The operating principle is a process called diffusion, which causes a substance to move from a region of high concentration to a region of lower concentration. Think of a squirt of perfume diffusing from a corner in a room until you can smell it everywhere in the room. Blood returning from the body to the lungs has a higher percentage of carbon dioxide (CO2) than the air inhaled into the lungs does. Conversely the concentration of oxygen (O2) in the inhaled air is greater than the concentration of O2 in the returning blood. Haemoglobin, which can (loosely) bond to both O2 and CO2, facilitates the exchange of gasses from respective regions of high concentration to the regions of lower concentration. Specifically, CO2 moves from the returning blood (higher concentration) to the air in the lungs (lower concentration) and oxygen moves in the other direction, thus oxygenating the blood.
At the time when the blood reaches the lung alveoli
at this stage the partial pressure of the oxygen is higher in the lung alveoli and hence it get diffuse in the blood at the same time the co2 level in the blood is more and less in alveoli hence it get passively diffuse in the lung and exhaled out
low-oxygen blood is pumped from the right ventricle of the heart into the pulmonary arteries and through the lungs, where red blood cells pick up oxygen (usually trading carbon dioxide for oxygen) by way of capillaries in contact with the alveoli. (Oxygen travels through the air we breathe into the alveoli in our lungs.) Some (but very little) oxygen can also be picked up by the plasma at the alveoli. The oxygen rich blood travels from the lungs back to the heart via the pulmonary veins, into the left atrium then into the left ventricle and is pumped into the aorta where then the oxygen rich blood is circulated systemically.
By doing it
Blood becomes oxygenated in the lungs.
Blood is pumped into the lungs and the blood is oxygenated when oxygen is taken into the lungs
Blood is de-oxygenated when it it pumped into the lungs, and after going through the lungs, is now oxygenated.
lungs
Arteries and veins carry freshly-oxygenated blood away from the lungs.

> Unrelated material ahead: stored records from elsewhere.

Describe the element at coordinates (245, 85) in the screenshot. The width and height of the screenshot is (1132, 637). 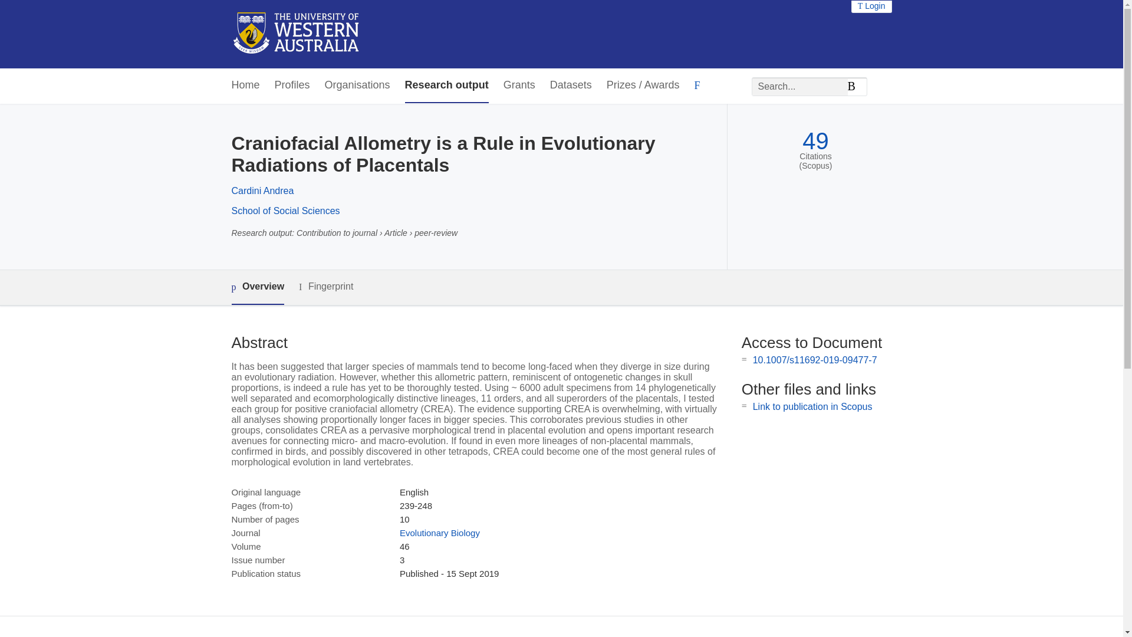
I see `Home` at that location. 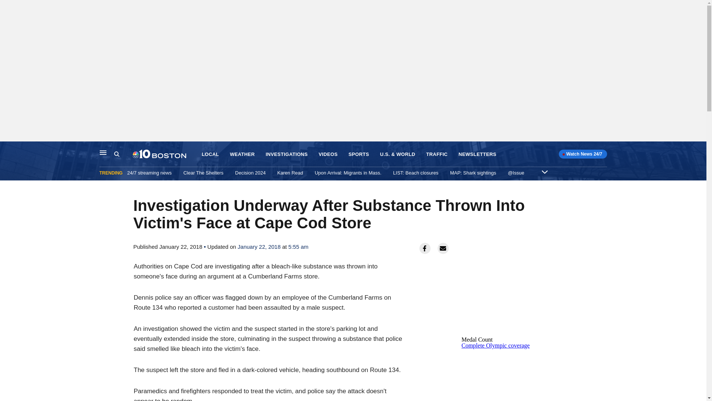 I want to click on SPORTS, so click(x=359, y=154).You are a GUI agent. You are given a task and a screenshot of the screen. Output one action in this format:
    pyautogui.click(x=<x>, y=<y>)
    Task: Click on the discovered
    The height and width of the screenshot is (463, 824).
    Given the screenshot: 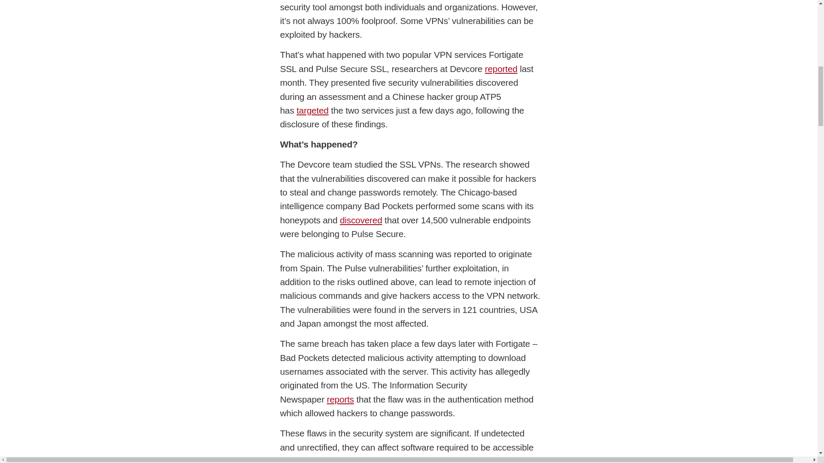 What is the action you would take?
    pyautogui.click(x=769, y=68)
    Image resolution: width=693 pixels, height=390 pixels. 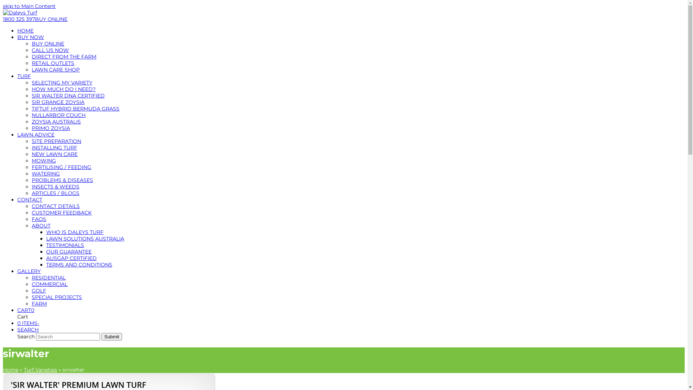 I want to click on RETAIL OUTLETS, so click(x=53, y=63).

The body picks up oxygen through the lungs.
Pulmonary vein carries oxygenated blood to the heart from the lungs
Blood leaving the lungs is oxygenated
oxygenated blood
Pulmonary veins, these are the only viens that carry oxygenated blood
The left side of the heart pumps oxygenated blood.
The pulmonary vein carries oxygenated blood away from the lungs, to the left atrium of the heart.